Remedial Math and English Needed by Those Who Prepared Huntley School District 158 Board Packet

If you spend some time looking at the most recent detailed board packet that the Huntley School Board kindly posts, you will find some mistakes.

Previously, administrators incorrectly did the math on a list of items on how to spend about $1.7 million of Federal Stimulus ARRA funds for Special Education.

This week, simple math mistakes appear in the list of how the Federal money will be spent on Special Education.

I was glancing down the revised list and saw this item:

Description      Amount
RtI    25 conference @ $200 each.   $3,000

OK, fifth grade math test time.

What is 200 times 25?

The item is on page 8 of the board packet section which has this link (reproduced above with the questionable item at the bottom of the excerpt).

25 times $200 each is $5,000, by the way, not $3,000.

The math carefulness is repeated on page 12.

RtI Conference/ISHA  12X$350   $7,800.00
5 Laser Printers  (5X$400)    $4,500.00

The laser printer line item is at the bottom of the illustration and the RTI is 13 lines higher.

Anyone can make a math error, but couldn’t memo writers check their work as teachers advise students?

English is better, right?

There was a memo on page 6 of 199 to Supt. John Burkey and the board of education members that was dated January 7, 2009.  It’s for the board meeting on the 7th.  The date I pulled the memo was January 6, and it’s  2010.  The mistake about the year is the kind of mistake we all make at the beginning of a new year. The memo was jointly written by three administrators.

The 2nd paragraph aught my eye.

“Proudly, the Office of Special Services has finalized this list.  Having further worked with District Administration (RtI), the Technology Department, District ARRA Committee, Special Education Parent Advisory Committee and a subcommittee of PAC to establish this final product.”

Maybe Huntley’s English teachers can use this with their students to show how the second “sentence” is a phrase and not a sentence. Maybe it will be in sophomore year of high school. I remember my Middletown, New York, English teacher in 1957. She had as her goal teaching us how to write a sentence.

You hear people complain about how students graduate from high school without learning to do math or write complete sentences. When I worked as a cashier at Crystal Lake’s McDonald’s (one with arches and a sign saying 300,000 sold) in the summer of 1960, I added what was bought in my head. Now employees punch pictures.

I wonder why.

And, just in case you are interested in the Read 180 and System 44 expenditures planned, I’ve captured that page above.


Comments

Remedial Math and English Needed by Those Who Prepared Huntley School District 158 Board Packet — 5 Comments

  1. Enjoyed your McDonald’s experience, Cal. When I was living in Santa Fe, I bought breakfast one morning in McDonald’s. Two biscuits, one coffee. When the clerk said, “$8.65”, I said “I don’t think so” loudly enough that the manager came right over. The correct amount was about $2.00. The clerk never batted an eye that he was trying to over-charge me. He just didn’t think at all.

  2. The word “upsurp” has been in my kid’s IEP for over a year. I’m still waiting for one of the school folks to figure out there is no such word. One teacher even read it aloud during a meeting late last spring. She stumbled on it but her boss was in the room, so she just read it as written and went right on. These are administrators with advanced degrees and earning the big bucks.

  3. At least the Woodstock teacher’s boss was in the room. One former Huntley Special Ed teacher told me her principal refused to sit in on the conference, as required, she said, and then asked her to write that he had.

  4. McDonalds’ employees punch pictures? Guess you need that talent when you cannot speak English.
    I remember interviewing college graduates for positions in my publishing business. And I can remember the LONG nights of editing their copy. Eventually, I could make out what they were covering. The American education system is S-C-A-R-Y.
    What ever happened to education stimulating the mind? Instead, it seems to stimulate social skills.
    Try building an economy on social skills.

  5. I’m very interest in the Read 180 system. I’m not sure why it is not being used at all schools. My son is in 4th grade, was given and IEP last year and I have shelled out thousands at a private tutor center. If our school district can not teach our children then I guess a computer software based system is the next best thing.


Task instructions: Read through the listing below and return only the lines containing "Triangle".

================

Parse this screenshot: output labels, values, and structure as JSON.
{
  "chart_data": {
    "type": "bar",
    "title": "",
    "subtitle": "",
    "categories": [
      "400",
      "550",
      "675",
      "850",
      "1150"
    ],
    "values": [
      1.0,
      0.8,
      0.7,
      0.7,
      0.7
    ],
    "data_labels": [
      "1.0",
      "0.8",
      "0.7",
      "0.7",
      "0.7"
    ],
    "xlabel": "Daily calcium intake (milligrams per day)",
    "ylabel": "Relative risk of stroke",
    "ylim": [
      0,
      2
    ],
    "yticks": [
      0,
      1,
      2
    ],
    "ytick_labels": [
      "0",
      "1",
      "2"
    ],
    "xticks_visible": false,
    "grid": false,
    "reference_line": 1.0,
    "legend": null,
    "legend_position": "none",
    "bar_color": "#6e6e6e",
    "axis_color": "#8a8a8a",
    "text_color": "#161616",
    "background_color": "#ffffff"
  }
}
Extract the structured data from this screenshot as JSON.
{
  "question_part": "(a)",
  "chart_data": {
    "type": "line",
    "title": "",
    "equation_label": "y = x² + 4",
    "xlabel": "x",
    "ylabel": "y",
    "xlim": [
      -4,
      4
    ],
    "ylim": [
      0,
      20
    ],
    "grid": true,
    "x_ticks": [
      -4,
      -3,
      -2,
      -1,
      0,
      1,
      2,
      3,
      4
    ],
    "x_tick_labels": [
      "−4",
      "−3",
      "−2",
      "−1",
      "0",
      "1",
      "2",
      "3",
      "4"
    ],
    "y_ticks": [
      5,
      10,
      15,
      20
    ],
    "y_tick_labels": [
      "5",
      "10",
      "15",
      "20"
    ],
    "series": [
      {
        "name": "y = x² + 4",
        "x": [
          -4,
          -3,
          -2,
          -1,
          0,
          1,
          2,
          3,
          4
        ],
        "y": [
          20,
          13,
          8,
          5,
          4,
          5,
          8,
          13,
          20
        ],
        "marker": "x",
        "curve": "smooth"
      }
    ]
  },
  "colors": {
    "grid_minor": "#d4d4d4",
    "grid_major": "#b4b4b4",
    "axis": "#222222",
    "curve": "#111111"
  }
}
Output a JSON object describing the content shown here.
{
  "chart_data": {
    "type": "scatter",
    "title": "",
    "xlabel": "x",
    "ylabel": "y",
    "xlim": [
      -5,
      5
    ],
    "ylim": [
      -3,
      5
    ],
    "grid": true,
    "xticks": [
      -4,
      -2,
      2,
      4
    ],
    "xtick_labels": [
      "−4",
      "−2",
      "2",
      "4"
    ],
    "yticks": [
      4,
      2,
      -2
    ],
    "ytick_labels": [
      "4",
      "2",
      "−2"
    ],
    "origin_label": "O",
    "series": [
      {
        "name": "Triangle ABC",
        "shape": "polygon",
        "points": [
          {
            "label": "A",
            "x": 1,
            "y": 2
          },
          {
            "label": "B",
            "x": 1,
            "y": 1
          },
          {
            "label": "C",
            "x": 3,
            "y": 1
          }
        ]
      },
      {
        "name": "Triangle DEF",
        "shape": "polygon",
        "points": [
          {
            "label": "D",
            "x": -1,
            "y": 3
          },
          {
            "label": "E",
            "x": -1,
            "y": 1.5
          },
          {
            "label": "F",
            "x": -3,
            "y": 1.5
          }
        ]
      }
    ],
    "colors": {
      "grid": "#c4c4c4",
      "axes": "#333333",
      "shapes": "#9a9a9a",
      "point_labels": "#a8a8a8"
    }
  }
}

================

Answer section:
        "name": "Triangle ABC",
        "name": "Triangle DEF",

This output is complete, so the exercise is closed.